Weber State coach Paul Pilkington saw Sellers on the same path as former WSU All-American Lindsey Olson Anderson, who was part of Team USA, a steeplechaser at the 2008 Beijing Olympics.
“My post-collegiate career came crashing down when I had a stress fracture of the navicular bone in my foot,” Sellers said. “That’s a pretty high-risk injury with long-term implications. So it kind of forced me to give up running to let it heal.”
Now, six years after leaving Weber State, Sellers is not unlike an injured football player whose body healed after sitting out an extended period. She’s fresh. Her body isn’t worn down by a 150-mile a week routine for the last decade.
In Phase II of her career, Sellers will be on the must-invite list to a handful of the top American marathons, half-marathons and 10Ks.
“I have a routine going and I’m making progress,” she said. “I don’t see a whole lot of changes, honestly. If I made any huge changes, I’d be more at risk to struggle in running and at work.”
Sellers’ second-place finish, while unexpected, wasn’t a shocker.
She was given racing bib No. 42, which means she had the 42nd best overall time of all women’s qualifiers. That meant she was part of a second group of “elite runners” given a bus escort to the starting line Monday. She was one bus behind 20 elite runners whose expenses were paid to Boston.
If you study the last 10 Boston Marathons, the No. 2 finisher was a known, world-class runner.
Kenya’s Rose Chelimo, No. 2 in 2017, won the world championship a few months later. Others who finished second the last 10 years – Ethiopia’s Tirfi Tsegaye, Mare Dibaba, Meseret Defar and Dire Tune — all were ranked among the world’s top 10 entering the Boston Marathon.
Dire Tune? That’s what experts would’ve predicted for Sellers before Monday’s race. Few were singing a happy song during the rainstorm, with temperatures near 40 degrees. But Sellers just kept going, passing many of the world’s leading distance runners mile after mile.
She first became visible in television coverage at mile 21. By then she was 11th. She ran faster.
When Sellers won a Utah high school championship in 2008 in Park City, it was also in rainy and cold conditions.
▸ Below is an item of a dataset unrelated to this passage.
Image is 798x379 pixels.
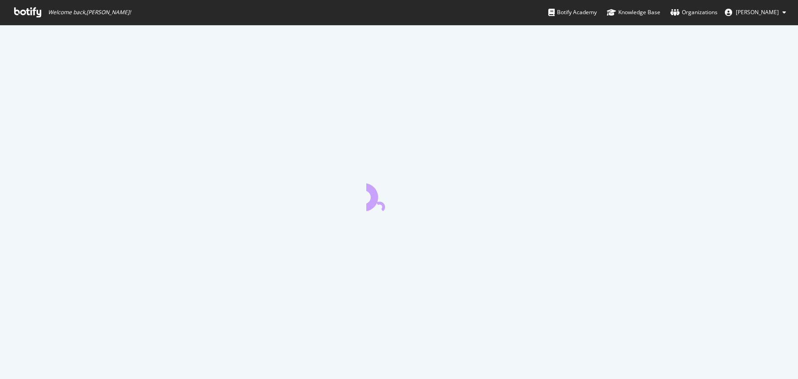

She is of hearty stock, and on Monday her Utah upbringing paid off. “I was never worried,” she said. “There was never a risk of not finishing. I’ve been in those conditions a lot, so I was pretty confident.”
She did admit, however, that “I was shaking violently for about an hour after the race.”
A few days a week, Sellers is up at 4 a.m., and trains before her 10-hour shift at Banner-UMC. She runs The Loop. She runs on the track at Pima College or anywhere there’s an unobstructed trail. She picked up that routine from her parents, who would get up early and run in the foothills near Weber State when Sellers was a schoolgirl.
“When my parents went out running in the morning, I felt like I was missing something when I didn’t run with them,” she remembers. “It inspired me to start racing.”
What’s next?
“I had not thought one day past Boston before this,” she said. “I had no anticipation. But I’ll definitely put some races on the schedule. I’ll definitely give it my best shot.”